Factory of Dreams: A Stadium That Becomes an Amusement Park
Retractable tribunes and robotic construction arms turn a Los Angeles football stadium into a modular entertainment machine.
Most stadiums spend the majority of their lives empty. Outside of match days, these colossal structures sit idle, draining resources while contributing almost nothing to the city around them. Factory of Dreams confronts that absurdity head-on, proposing a stadium that doesn't just host football but physically reconfigures itself into an amusement park, swapping retractable tribunes for rides and event infrastructure through robotic assembly systems.
Designed by Yulia Morina and UNI, this shortlisted entry in the Di - Generic Cities: Los Angeles competition reimagines the stadium as a dual-mode machine. The project operates between two functional states: a football venue with full spectator capacity, and an entertainment hub activated by modular structures and adaptive engineering. It is an argument that the megastructure typology can earn its footprint every day of the year, not just on game day.
Robotic Arms and Retractable Tribunes


The interior reveals the project's most provocative move: robotic construction arms mounted within the stadium's structure, visible alongside workers in hard hats. These are not decorative gestures. The arms are integral to the transformation sequence, repositioning modular elements as the building shifts between its stadium and amusement park configurations. The east-west facade section exposes how this works structurally: a barrel vault roof supported by an exposed steel truss system spans the full width, creating a clear volume flexible enough to accommodate both modes without permanent obstructions.
Retractable tribunes are the key mechanism. Rather than fixed concrete seating bowls that lock a stadium into a single use, the seating here can pull back, fold, or reconfigure, freeing the floor plate for entirely different programmatic layouts. The structural honesty of the exposed trusses reinforces the conceptual framing: this is a factory, not a monument.
Match Day and the Open Roof


In stadium mode, the design delivers a convincing spectator experience. The view from the stands shows a packed house with flags waving under an open roof configuration, natural light flooding the pitch. The barrel vault structure frames the sky without closing off the atmosphere, maintaining the energy of an outdoor venue while providing structural enclosure where needed. It reads as both industrial and celebratory.
The aerial night rendering pulls back to reveal the building's relationship to its urban context. The oval form is ringed by illuminated exterior plazas that function as public gathering space, activated whether or not a match is underway.

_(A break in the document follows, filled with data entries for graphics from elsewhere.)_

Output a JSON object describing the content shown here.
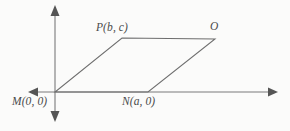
{
  "figure": {
    "type": "coordinate-geometry-diagram",
    "background_color": "#fbfbfa",
    "stroke_color": "#6e6e6e",
    "axis_color": "#7a7a7a",
    "label_color": "#4a4a4a",
    "axes": {
      "x_axis": {
        "name": "x-axis",
        "y": 92,
        "x_start": 30,
        "x_end": 276,
        "arrow_left": true,
        "arrow_right": true
      },
      "y_axis": {
        "name": "y-axis",
        "x": 55,
        "y_start": 7,
        "y_end": 120,
        "arrow_up": true,
        "arrow_down": true
      },
      "origin": {
        "x": 55,
        "y": 92
      }
    },
    "shape": {
      "name": "parallelogram",
      "vertices": [
        {
          "id": "M",
          "label": "M(0, 0)",
          "x": 55,
          "y": 92
        },
        {
          "id": "N",
          "label": "N(a, 0)",
          "x": 148,
          "y": 92
        },
        {
          "id": "O",
          "label": "O",
          "x": 215,
          "y": 39
        },
        {
          "id": "P",
          "label": "P(b, c)",
          "x": 122,
          "y": 38
        }
      ],
      "edges": [
        {
          "from": "M",
          "to": "N"
        },
        {
          "from": "N",
          "to": "O"
        },
        {
          "from": "O",
          "to": "P"
        },
        {
          "from": "P",
          "to": "M"
        }
      ]
    },
    "labels": {
      "P": "P(b, c)",
      "O": "O",
      "M": "M(0, 0)",
      "N": "N(a, 0)"
    }
  }
}
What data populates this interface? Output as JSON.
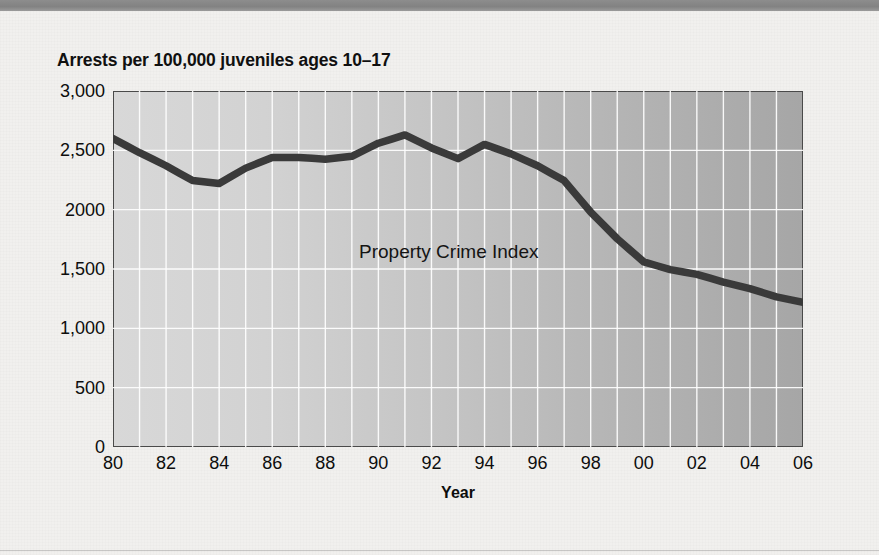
{
  "title": "Arrests per 100,000 juveniles ages 10–17",
  "axes": {
    "x_label": "Year",
    "y_ticks": [
      "3,000",
      "2,500",
      "2000",
      "1,500",
      "1,000",
      "500",
      "0"
    ],
    "x_ticks": [
      "80",
      "82",
      "84",
      "86",
      "88",
      "90",
      "92",
      "94",
      "96",
      "98",
      "00",
      "02",
      "04",
      "06"
    ]
  },
  "series_label": "Property Crime Index",
  "colors": {
    "line": "#3a3a3a",
    "plot_left": "#d8d8d8",
    "plot_right": "#a6a6a6",
    "gridline": "#ffffff",
    "axis_border": "#4a4a4a",
    "top_rule": "#868686",
    "page": "#f1f0ee",
    "text": "#0d0d0d"
  },
  "chart_data": {
    "type": "line",
    "title": "Arrests per 100,000 juveniles ages 10–17",
    "xlabel": "Year",
    "ylabel": "Arrests per 100,000 juveniles ages 10–17",
    "xlim": [
      1980,
      2006
    ],
    "ylim": [
      0,
      3000
    ],
    "ytick_values": [
      0,
      500,
      1000,
      1500,
      2000,
      2500,
      3000
    ],
    "xtick_values": [
      1980,
      1982,
      1984,
      1986,
      1988,
      1990,
      1992,
      1994,
      1996,
      1998,
      2000,
      2002,
      2004,
      2006
    ],
    "grid": true,
    "legend_position": "inline-annotation",
    "series": [
      {
        "name": "Property Crime Index",
        "x": [
          1980,
          1981,
          1982,
          1983,
          1984,
          1985,
          1986,
          1987,
          1988,
          1989,
          1990,
          1991,
          1992,
          1993,
          1994,
          1995,
          1996,
          1997,
          1998,
          1999,
          2000,
          2001,
          2002,
          2003,
          2004,
          2005,
          2006
        ],
        "values": [
          2600,
          2480,
          2370,
          2245,
          2220,
          2350,
          2440,
          2440,
          2425,
          2450,
          2560,
          2630,
          2520,
          2430,
          2550,
          2470,
          2370,
          2245,
          1980,
          1755,
          1560,
          1495,
          1455,
          1390,
          1335,
          1265,
          1220
        ]
      }
    ]
  }
}
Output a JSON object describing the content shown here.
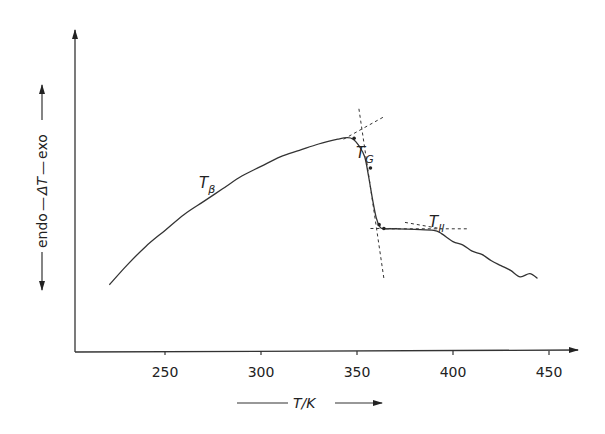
{
  "chart_data": {
    "type": "line",
    "title": "",
    "xlabel": "T/K",
    "xlabel_parts": {
      "var": "T",
      "sep": "/",
      "unit": "K"
    },
    "ylabel": "endo — ΔT — exo",
    "ylabel_parts": {
      "left": "endo",
      "var": "ΔT",
      "right": "exo"
    },
    "xlim": [
      220,
      460
    ],
    "ylim": [
      0,
      1
    ],
    "x_ticks": [
      250,
      300,
      350,
      400,
      450
    ],
    "x_tick_labels": [
      "250",
      "300",
      "350",
      "400",
      "450"
    ],
    "y_ticks": [],
    "grid": false,
    "series": [
      {
        "name": "DTA trace",
        "x": [
          221,
          230,
          240,
          250,
          260,
          270,
          280,
          290,
          300,
          310,
          320,
          330,
          340,
          345,
          348,
          351,
          354,
          356,
          358,
          360,
          362,
          364,
          367,
          370,
          380,
          390,
          394,
          400,
          405,
          410,
          415,
          420,
          425,
          430,
          435,
          440,
          444
        ],
        "y": [
          0.21,
          0.27,
          0.33,
          0.38,
          0.43,
          0.47,
          0.51,
          0.55,
          0.58,
          0.61,
          0.63,
          0.65,
          0.665,
          0.67,
          0.665,
          0.645,
          0.61,
          0.55,
          0.48,
          0.42,
          0.39,
          0.385,
          0.385,
          0.385,
          0.383,
          0.38,
          0.37,
          0.345,
          0.335,
          0.315,
          0.305,
          0.285,
          0.27,
          0.255,
          0.235,
          0.245,
          0.23
        ]
      }
    ],
    "annotations": [
      {
        "label": "T",
        "subscript": "β",
        "x": 280,
        "y": 0.54,
        "type": "text"
      },
      {
        "label": "T",
        "subscript": "G",
        "x": 354,
        "y": 0.76,
        "type": "text"
      },
      {
        "label": "T",
        "subscript": "ll",
        "x": 397,
        "y": 0.43,
        "type": "text"
      },
      {
        "type": "tangent-lines",
        "near_x": 351,
        "description": "dashed tangent construction at glass transition onset"
      },
      {
        "type": "tangent-lines",
        "near_x": 362,
        "description": "dashed tangent construction at glass transition end"
      },
      {
        "type": "tangent-lines",
        "near_x": 392,
        "description": "dashed tangent construction at T_ll"
      }
    ],
    "legend": "none"
  },
  "labels": {
    "tbeta_main": "T",
    "tbeta_sub": "β",
    "tg_main": "T",
    "tg_sub": "G",
    "tll_main": "T",
    "tll_sub": "ll",
    "x_axis_title": "T/K",
    "y_axis_left": "endo",
    "y_axis_var": "ΔT",
    "y_axis_right": "exo"
  }
}
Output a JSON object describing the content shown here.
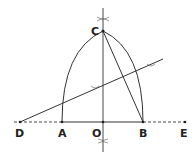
{
  "diagram": {
    "points": {
      "D": {
        "label": "D",
        "x": 20,
        "y": 122
      },
      "A": {
        "label": "A",
        "x": 62,
        "y": 122
      },
      "O": {
        "label": "O",
        "x": 103,
        "y": 122
      },
      "B": {
        "label": "B",
        "x": 143,
        "y": 122
      },
      "E": {
        "label": "E",
        "x": 185,
        "y": 122
      },
      "C": {
        "label": "C",
        "x": 103,
        "y": 31
      }
    },
    "colors": {
      "line": "#333333",
      "label": "#222222",
      "background": "#ffffff"
    }
  }
}
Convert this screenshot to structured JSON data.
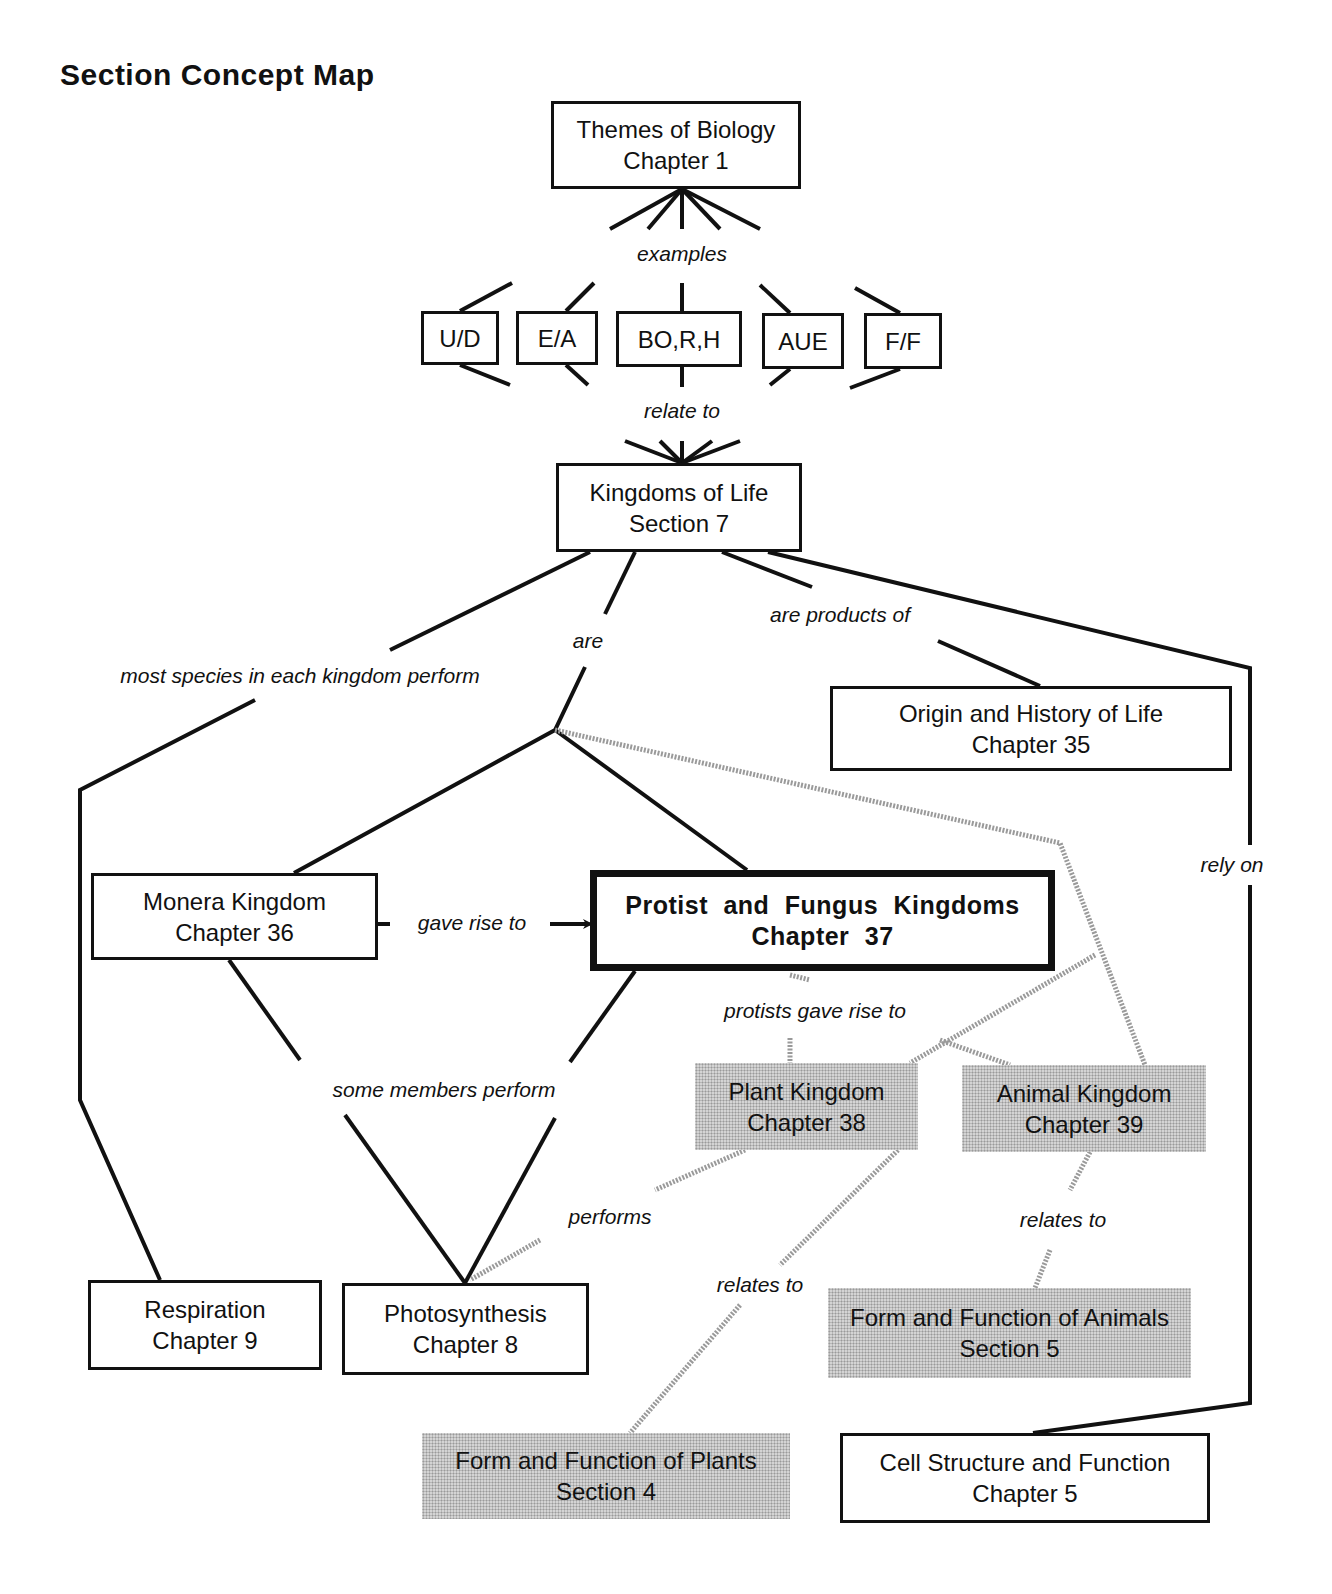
{
  "title": "Section Concept Map",
  "colors": {
    "line": "#111111",
    "shaded_fill": "#d4d4d4",
    "dotted_line": "#9a9a9a"
  },
  "nodes": [
    {
      "id": "themes",
      "lines": [
        "Themes of Biology",
        "Chapter 1"
      ],
      "x": 551,
      "y": 101,
      "w": 250,
      "h": 88,
      "style": "normal"
    },
    {
      "id": "ud",
      "lines": [
        "U/D"
      ],
      "x": 421,
      "y": 311,
      "w": 78,
      "h": 54,
      "style": "normal"
    },
    {
      "id": "ea",
      "lines": [
        "E/A"
      ],
      "x": 516,
      "y": 311,
      "w": 82,
      "h": 54,
      "style": "normal"
    },
    {
      "id": "borh",
      "lines": [
        "BO,R,H"
      ],
      "x": 616,
      "y": 311,
      "w": 126,
      "h": 56,
      "style": "normal"
    },
    {
      "id": "aue",
      "lines": [
        "AUE"
      ],
      "x": 762,
      "y": 313,
      "w": 82,
      "h": 56,
      "style": "normal"
    },
    {
      "id": "ff",
      "lines": [
        "F/F"
      ],
      "x": 864,
      "y": 313,
      "w": 78,
      "h": 56,
      "style": "normal"
    },
    {
      "id": "kingdoms",
      "lines": [
        "Kingdoms of Life",
        "Section 7"
      ],
      "x": 556,
      "y": 463,
      "w": 246,
      "h": 89,
      "style": "normal"
    },
    {
      "id": "origin",
      "lines": [
        "Origin and History of Life",
        "Chapter 35"
      ],
      "x": 830,
      "y": 686,
      "w": 402,
      "h": 85,
      "style": "normal"
    },
    {
      "id": "monera",
      "lines": [
        "Monera Kingdom",
        "Chapter 36"
      ],
      "x": 91,
      "y": 873,
      "w": 287,
      "h": 87,
      "style": "normal"
    },
    {
      "id": "protist",
      "lines": [
        "Protist and Fungus Kingdoms",
        "Chapter 37"
      ],
      "x": 590,
      "y": 870,
      "w": 465,
      "h": 101,
      "style": "bold"
    },
    {
      "id": "plant",
      "lines": [
        "Plant Kingdom",
        "Chapter 38"
      ],
      "x": 695,
      "y": 1063,
      "w": 223,
      "h": 87,
      "style": "shaded"
    },
    {
      "id": "animal",
      "lines": [
        "Animal Kingdom",
        "Chapter 39"
      ],
      "x": 962,
      "y": 1065,
      "w": 244,
      "h": 87,
      "style": "shaded"
    },
    {
      "id": "respiration",
      "lines": [
        "Respiration",
        "Chapter 9"
      ],
      "x": 88,
      "y": 1280,
      "w": 234,
      "h": 90,
      "style": "normal"
    },
    {
      "id": "photosynthesis",
      "lines": [
        "Photosynthesis",
        "Chapter 8"
      ],
      "x": 342,
      "y": 1283,
      "w": 247,
      "h": 92,
      "style": "normal"
    },
    {
      "id": "ff_animals",
      "lines": [
        "Form and Function of Animals",
        "Section 5"
      ],
      "x": 828,
      "y": 1288,
      "w": 363,
      "h": 90,
      "style": "shaded"
    },
    {
      "id": "ff_plants",
      "lines": [
        "Form and Function of Plants",
        "Section 4"
      ],
      "x": 422,
      "y": 1433,
      "w": 368,
      "h": 86,
      "style": "shaded"
    },
    {
      "id": "cell",
      "lines": [
        "Cell Structure and Function",
        "Chapter 5"
      ],
      "x": 840,
      "y": 1433,
      "w": 370,
      "h": 90,
      "style": "normal"
    }
  ],
  "links": [
    {
      "label": "examples",
      "x": 682,
      "y": 254
    },
    {
      "label": "relate to",
      "x": 682,
      "y": 411
    },
    {
      "label": "are",
      "x": 588,
      "y": 641
    },
    {
      "label": "most  species in each kingdom perform",
      "x": 300,
      "y": 676
    },
    {
      "label": "are products of",
      "x": 840,
      "y": 615
    },
    {
      "label": "rely on",
      "x": 1232,
      "y": 865
    },
    {
      "label": "gave rise to",
      "x": 472,
      "y": 923
    },
    {
      "label": "protists gave rise to",
      "x": 815,
      "y": 1011
    },
    {
      "label": "some members perform",
      "x": 444,
      "y": 1090
    },
    {
      "label": "performs",
      "x": 610,
      "y": 1217
    },
    {
      "label": "relates to",
      "x": 1063,
      "y": 1220
    },
    {
      "label": "relates to",
      "x": 760,
      "y": 1285
    }
  ],
  "solid_lines": [
    [
      [
        682,
        189
      ],
      [
        610,
        229
      ]
    ],
    [
      [
        682,
        189
      ],
      [
        648,
        229
      ]
    ],
    [
      [
        682,
        189
      ],
      [
        682,
        229
      ]
    ],
    [
      [
        682,
        189
      ],
      [
        720,
        229
      ]
    ],
    [
      [
        682,
        189
      ],
      [
        760,
        229
      ]
    ],
    [
      [
        460,
        311
      ],
      [
        512,
        283
      ]
    ],
    [
      [
        566,
        311
      ],
      [
        594,
        283
      ]
    ],
    [
      [
        682,
        311
      ],
      [
        682,
        283
      ]
    ],
    [
      [
        790,
        313
      ],
      [
        760,
        285
      ]
    ],
    [
      [
        900,
        313
      ],
      [
        855,
        288
      ]
    ],
    [
      [
        460,
        365
      ],
      [
        510,
        385
      ]
    ],
    [
      [
        566,
        365
      ],
      [
        588,
        385
      ]
    ],
    [
      [
        682,
        367
      ],
      [
        682,
        387
      ]
    ],
    [
      [
        790,
        369
      ],
      [
        770,
        385
      ]
    ],
    [
      [
        900,
        369
      ],
      [
        850,
        388
      ]
    ],
    [
      [
        682,
        463
      ],
      [
        625,
        441
      ]
    ],
    [
      [
        682,
        463
      ],
      [
        660,
        441
      ]
    ],
    [
      [
        682,
        463
      ],
      [
        682,
        441
      ]
    ],
    [
      [
        682,
        463
      ],
      [
        712,
        441
      ]
    ],
    [
      [
        682,
        463
      ],
      [
        740,
        441
      ]
    ],
    [
      [
        590,
        552
      ],
      [
        390,
        650
      ]
    ],
    [
      [
        255,
        700
      ],
      [
        80,
        790
      ],
      [
        80,
        1100
      ],
      [
        160,
        1280
      ]
    ],
    [
      [
        635,
        552
      ],
      [
        605,
        614
      ]
    ],
    [
      [
        585,
        667
      ],
      [
        555,
        730
      ],
      [
        294,
        873
      ]
    ],
    [
      [
        555,
        730
      ],
      [
        747,
        870
      ]
    ],
    [
      [
        722,
        552
      ],
      [
        812,
        587
      ]
    ],
    [
      [
        938,
        641
      ],
      [
        1040,
        686
      ]
    ],
    [
      [
        768,
        552
      ],
      [
        1250,
        668
      ],
      [
        1250,
        845
      ]
    ],
    [
      [
        1250,
        885
      ],
      [
        1250,
        1403
      ],
      [
        1033,
        1433
      ]
    ],
    [
      [
        229,
        960
      ],
      [
        300,
        1060
      ]
    ],
    [
      [
        345,
        1115
      ],
      [
        465,
        1283
      ]
    ],
    [
      [
        635,
        971
      ],
      [
        570,
        1062
      ]
    ],
    [
      [
        555,
        1118
      ],
      [
        465,
        1283
      ]
    ],
    [
      [
        378,
        924
      ],
      [
        390,
        924
      ]
    ],
    [
      [
        550,
        924
      ],
      [
        588,
        924
      ]
    ]
  ],
  "dotted_lines": [
    [
      [
        555,
        730
      ],
      [
        1060,
        843
      ],
      [
        1145,
        1065
      ]
    ],
    [
      [
        1095,
        955
      ],
      [
        910,
        1063
      ]
    ],
    [
      [
        940,
        1040
      ],
      [
        1010,
        1065
      ]
    ],
    [
      [
        790,
        975
      ],
      [
        810,
        980
      ]
    ],
    [
      [
        790,
        1038
      ],
      [
        790,
        1063
      ]
    ],
    [
      [
        745,
        1150
      ],
      [
        655,
        1190
      ]
    ],
    [
      [
        540,
        1240
      ],
      [
        470,
        1280
      ]
    ],
    [
      [
        898,
        1150
      ],
      [
        780,
        1265
      ]
    ],
    [
      [
        740,
        1305
      ],
      [
        630,
        1433
      ]
    ],
    [
      [
        1090,
        1152
      ],
      [
        1070,
        1190
      ]
    ],
    [
      [
        1050,
        1250
      ],
      [
        1035,
        1288
      ]
    ]
  ]
}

Robotic cranes are visible even in this view, a reminder that the building is always in a state of potential transformation. The glow of the perimeter plazas suggests the project's ambition to be a neighborhood anchor, not a fortress surrounded by parking lots.
A Viewing Terrace That Reframes the City


One of the quieter but most effective moves is the viewing terrace cut into the stadium's upper volume. Two figures stand at a horizontal opening that frames the city skyline at dusk, turning the building's mass into a vantage point. It is a simple detail that signals a larger intent: the stadium belongs to the public, not only to ticket holders. The terrace suggests that even the building's idle moments can produce civic value.
The top-down view confirms the plan logic. The rounded stadium form is flanked by adjacent plaza spaces, with robotic arms positioned at key nodes around the perimeter. The layout reads as a controlled choreography of zones: spectator bowl, transformation corridor, and public ground plane, each clearly delineated but designed to bleed into one another as the program shifts.
Anatomy of a Machine Building

The axonometric drawing strips the project to its organizational skeleton: a rounded perimeter bar wrapping a central courtyard filled with mechanical installations. This is the clearest articulation of the "factory" concept. The perimeter bar houses circulation, services, and the retractable tribune mechanisms, while the courtyard is the stage that flips between pitch and park. The mechanical systems are not hidden in a basement; they are the architecture, legible and celebrated.
Why This Project Matters
The stadium is one of the most wasteful building types in contemporary cities. Billions of dollars in construction costs serve a handful of events per year, while surrounding neighborhoods deal with traffic, noise, and dead zones for the remaining 350 days. Factory of Dreams takes this critique seriously and proposes a structural response, not just a programmatic one. The retractable tribunes and robotic assembly systems are more than speculative technology; they represent a coherent design philosophy that treats adaptability as a primary structural requirement rather than an afterthought.
For a competition centered on the generic condition of Los Angeles, a city defined by sprawl, spectacle, and underperforming infrastructure, the proposal is well aimed. Morina and UNI have produced a provocation that asks whether the megastructure can be reclaimed as a genuinely public machine, one that earns its place in the city not through iconic form but through relentless utility. The answer here is convincing.
View the Full Project
About the Designers
Designers: Yulia Morina, UNI
Enter a Design Competition on uni.xyz
uni.xyz runs architecture and design competitions year-round that reward proposals with spatial conviction and real site intelligence.
Project credits: FACTORY OF DREAMS by Yulia Morina, UNI Di - Generic Cities: Los Angeles (uni.xyz).